Increase your conversion rate by qualifying your customers

It is common for businesses to field a host of questions from our prospects who might be:

  • evaluating whether we are the best person for the job
  • looking for an inappropriate solution to their problem
  • doing background research with no intention to purchase

These enquiries are not genuine propects: enquiries such as these which do not lead to sales take time away from your engagement with customers who want to pay you.

Qualifying you customers means answering the entry level questions once on your site, whilst allowing you to make reference to more detail than you could convey on the phone.  It means promoting the appropriate solution to a client’s problem, which may even be directing them elsewhere to a service that you don’t offer.  It means giving away silently and instantly the information that a “product researcher” would otherwise suck out of your working hours.

In this respect, developing the content on your website falls into what Stephen Covey calls “Quadrant 2 activity” in “7 Habits of Highly Successful People”.  He oulines four areas of activity characterised by an intersection of Urgency and Importance.  Quadrant 2 is an activity which is important, but not urgent.  There is no deadline for this task, rather it is an investment in passively grooming your prospects.

By publishing this type of content,  you are sorting through your prospects en masse, so that those enquiries which pursue contact are highly motivated customers.

How do I get more serious customers?

Simple! Write a of articles posts specifically to your best customers!  Be really clear about what you offer, and be generous about publishing what you know.  If you’d give this information to an anonymous prospect on the phone, then you should give it to your readers, too.

  • Write highly targeted content which provides detail about your product or service.  If a prospect is undecided as to whether they’ll buy from you, you may ‘tip the balance’ in favour of a purchase if you deliver enough reasons they should buy.
  • Address Benfits rather than Features: this is about presenting a case which is deirectly relevant to your customer.  A feature list is about your product; a benefit list is about the outcome for your customer.
  • Create a Frequently Asked Questions page and carefully answer the queries which waste your time.
  • Ensure that you link content on your website thoroughly so that related material is presented prominently – this is known as making your page ‘sticky’ – enticing readers to stay on your site rather than browse away.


_WORK REQUEST:_ Please copy each line of the listing below in which the word "content" appears.
*** Opening of MATERIAL TO PROCESS ***
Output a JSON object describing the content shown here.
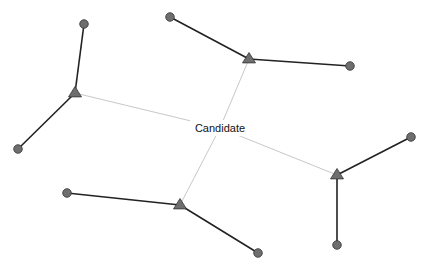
{
  "diagram": {
    "center_label": "Candidate",
    "center": {
      "x": 220,
      "y": 128
    },
    "colors": {
      "strong_edge": "#222222",
      "weak_edge": "#c8c8c8",
      "node_fill": "#6e6e6e",
      "node_stroke": "#333333"
    },
    "clusters": [
      {
        "id": "A",
        "hub": {
          "x": 75,
          "y": 93
        },
        "leaves": [
          {
            "x": 84,
            "y": 24
          },
          {
            "x": 18,
            "y": 149
          }
        ]
      },
      {
        "id": "B",
        "hub": {
          "x": 249,
          "y": 59
        },
        "leaves": [
          {
            "x": 170,
            "y": 17
          },
          {
            "x": 350,
            "y": 66
          }
        ]
      },
      {
        "id": "C",
        "hub": {
          "x": 337,
          "y": 175
        },
        "leaves": [
          {
            "x": 411,
            "y": 137
          },
          {
            "x": 337,
            "y": 245
          }
        ]
      },
      {
        "id": "D",
        "hub": {
          "x": 180,
          "y": 205
        },
        "leaves": [
          {
            "x": 67,
            "y": 193
          },
          {
            "x": 258,
            "y": 253
          }
        ]
      }
    ],
    "caption_partial": ""
  }
}
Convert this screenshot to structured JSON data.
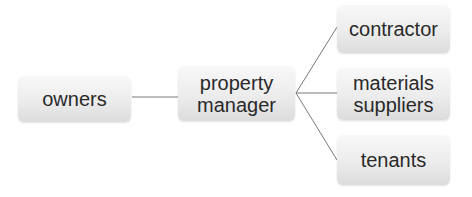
{
  "diagram": {
    "type": "hierarchy",
    "nodes": [
      {
        "id": "owners",
        "label": "owners"
      },
      {
        "id": "property_manager",
        "label": "property manager",
        "lines": [
          "property",
          "manager"
        ]
      },
      {
        "id": "contractor",
        "label": "contractor"
      },
      {
        "id": "materials_suppliers",
        "label": "materials suppliers",
        "lines": [
          "materials",
          "suppliers"
        ]
      },
      {
        "id": "tenants",
        "label": "tenants"
      }
    ],
    "edges": [
      {
        "from": "owners",
        "to": "property_manager"
      },
      {
        "from": "property_manager",
        "to": "contractor"
      },
      {
        "from": "property_manager",
        "to": "materials_suppliers"
      },
      {
        "from": "property_manager",
        "to": "tenants"
      }
    ],
    "colors": {
      "box_top": "#f8f8f8",
      "box_bottom": "#dcdcdc",
      "text": "#2a2a2a",
      "line": "#7a7a7a"
    }
  }
}
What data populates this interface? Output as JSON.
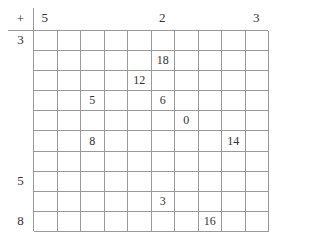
{
  "table": {
    "operator": "+",
    "column_headers": [
      "5",
      "",
      "",
      "",
      "",
      "2",
      "",
      "",
      "",
      "3"
    ],
    "row_headers": [
      "3",
      "",
      "",
      "",
      "",
      "",
      "",
      "5",
      "",
      "8"
    ],
    "cells": [
      [
        "",
        "",
        "",
        "",
        "",
        "",
        "",
        "",
        "",
        ""
      ],
      [
        "",
        "",
        "",
        "",
        "",
        "18",
        "",
        "",
        "",
        ""
      ],
      [
        "",
        "",
        "",
        "",
        "12",
        "",
        "",
        "",
        "",
        ""
      ],
      [
        "",
        "",
        "5",
        "",
        "",
        "6",
        "",
        "",
        "",
        ""
      ],
      [
        "",
        "",
        "",
        "",
        "",
        "",
        "0",
        "",
        "",
        ""
      ],
      [
        "",
        "",
        "8",
        "",
        "",
        "",
        "",
        "",
        "14",
        ""
      ],
      [
        "",
        "",
        "",
        "",
        "",
        "",
        "",
        "",
        "",
        ""
      ],
      [
        "",
        "",
        "",
        "",
        "",
        "",
        "",
        "",
        "",
        ""
      ],
      [
        "",
        "",
        "",
        "",
        "",
        "3",
        "",
        "",
        "",
        ""
      ],
      [
        "",
        "",
        "",
        "",
        "",
        "",
        "",
        "16",
        "",
        ""
      ]
    ]
  }
}
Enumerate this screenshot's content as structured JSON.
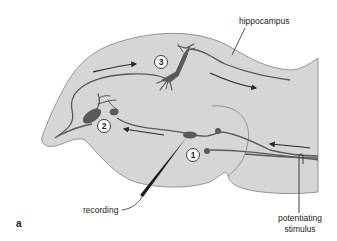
*** Close of MATERIAL TO PROCESS ***
_RESPONSE:_
Output a JSON object describing the content shown here.
Enumerate this screenshot's content as structured JSON.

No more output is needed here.